Yes, with conditions. 45 CFR 164.501 carves out the 'own products and services' exception: a covered entity communicating about its own health-related products or services is not engaged in 'marketing' for HIPAA purposes and does not need per-recipient written authorization. Practice-announcement emails about a new physician arrival or a new service-line launch fall inside the exception. Treatment-communication exceptions (prescription refill reminders, care-coordination referrals) similarly. The exception breaks the moment the practice receives direct or indirect remuneration from a third party to make the communication. A drug manufacturer paying the clinic to email discount coupons to patients triggers the authorization requirement.

03.

What does AMA E-9.6.1 say about advertising claims?

The AMA Code of Medical Ethics Opinion E-9.6.1 says physician advertising must be truthful and not deceptive, must not create unjustified expectations, must not contain false comparative claims, and must not use testimonials that misrepresent the experience available to the public. Self-claimed expertise without underlying credentials triggers the violation pattern. State medical boards mirror E-9.6.1 in their own rules and enforce against violations. The Florida Board of Medicine adds testimonial-typicality language. California, Texas, and New York each add additional specificity. Multi-state telehealth practices have to clear the strictest market's bar on the patient-facing surface.

04.

How does the Reviews System frame the editorial layer of a medical-marketing site?

Google's Reviews System medical-content framework (2023+) evaluates first-party standalone editorial content for practicing-physician reviewer signals.
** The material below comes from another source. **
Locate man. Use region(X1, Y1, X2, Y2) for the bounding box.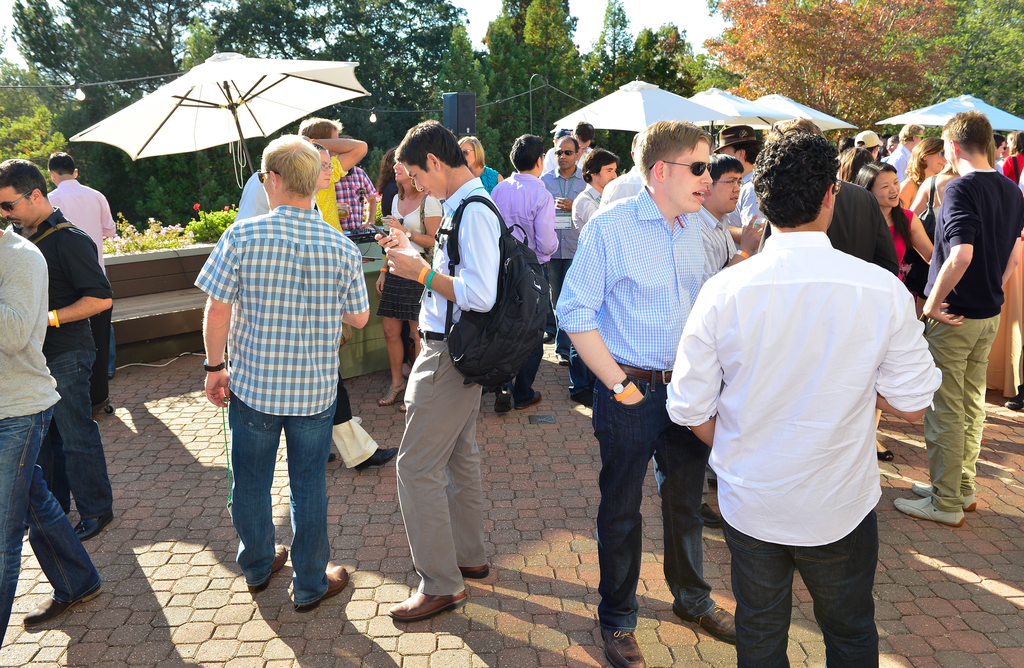
region(714, 125, 765, 251).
The framework explicitly does not evaluate third-party patient testimonials. The two surfaces face different rules. Editorial articles where a physician authors a comparative review of two CPAP machines or evaluates a new laser therapy sit inside the framework; the patient quote on the procedure page does not. The byline on editorial content has to surface ABMS board-certification status aligned with the article topic. A general practitioner authoring complex oncological articles is the documented YMYL-demotion pattern.

05.

Why does Praxis avoid self-praise vocabulary on its own site?
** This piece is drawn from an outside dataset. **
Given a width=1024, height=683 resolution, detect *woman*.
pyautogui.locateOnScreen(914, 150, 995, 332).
AMA Code Opinion E-9.6.1 and state medical board advertising rules treat unverified-credential framings (the agency calling itself a specialist, calling its work top-rated, calling itself the best in its category) as a violation pattern when they sit inside practice-marketing surfaces. Praxis sits adjacent to that surface; the buyer reads claim-density through the regulatory lens they apply to their own marketing. Self-praising agency copy reads as compliance-fragile and discounts the regulatory positioning Praxis sells. The voice claims competence by naming the specific regulatory mechanisms. Third-party verifiable credentials carry the praise the prose refuses.

06.

What is the load-bearing distinction between marketing and treatment communication under HIPAA?
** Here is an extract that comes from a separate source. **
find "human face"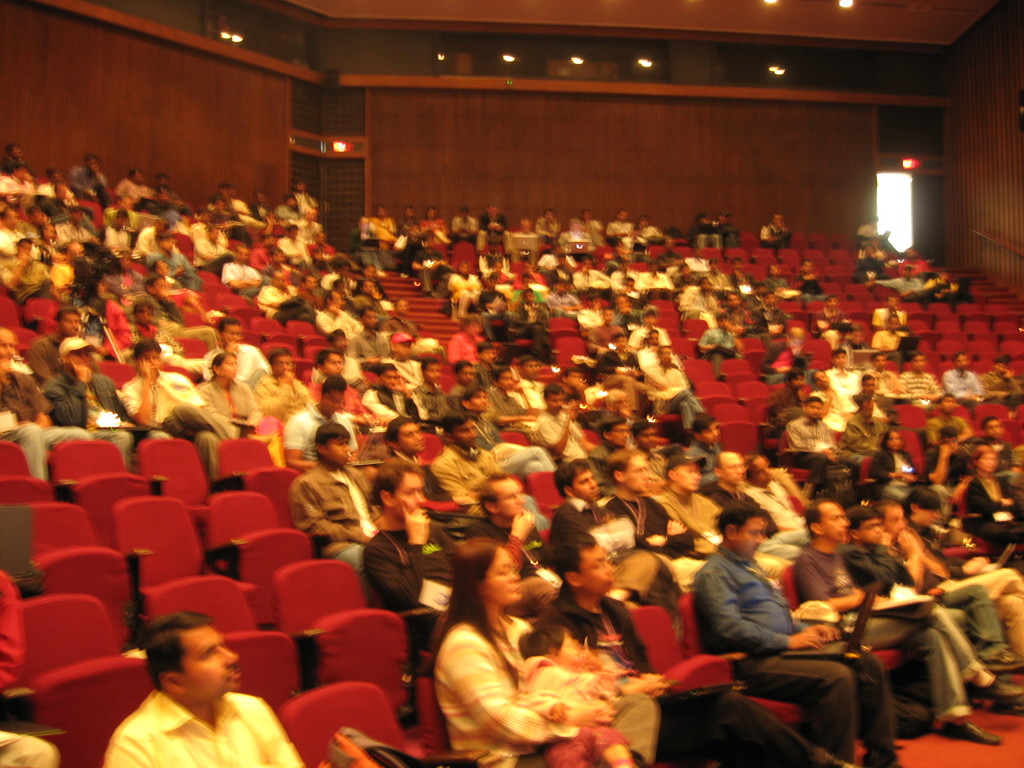
[632,459,646,490]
The treatment-communication exception under 45 CFR 164.501 covers communications made for the individual's treatment (prescription refill reminders, care-coordination referrals to specialists, case management). These are not marketing and do not require per-recipient authorization. The line collapses when a third party pays the practice to make a communication that touches a specific patient's treatment. The U.S. Department of Health and Human Services Office for Civil Rights treats remunerated treatment-communication as marketing requiring authorization. The patient-outreach calendar maps cleanly when the practice is not receiving third-party payment and gets contested as soon as any payment relationship enters the workflow.

Stop watching your competitors rank

If you've been treating healthcare marketing and medical marketing as the same regime, the page-level rules you've been applying are the wrong ones.

The diagnostic separates the FDA-jurisdiction surfaces from the HIPAA-and-state-board surfaces, maps each page against its actual regulatory regime, and surfaces the editorial-vs-testimonial split the Reviews System framework requires. Comes back inside two weeks.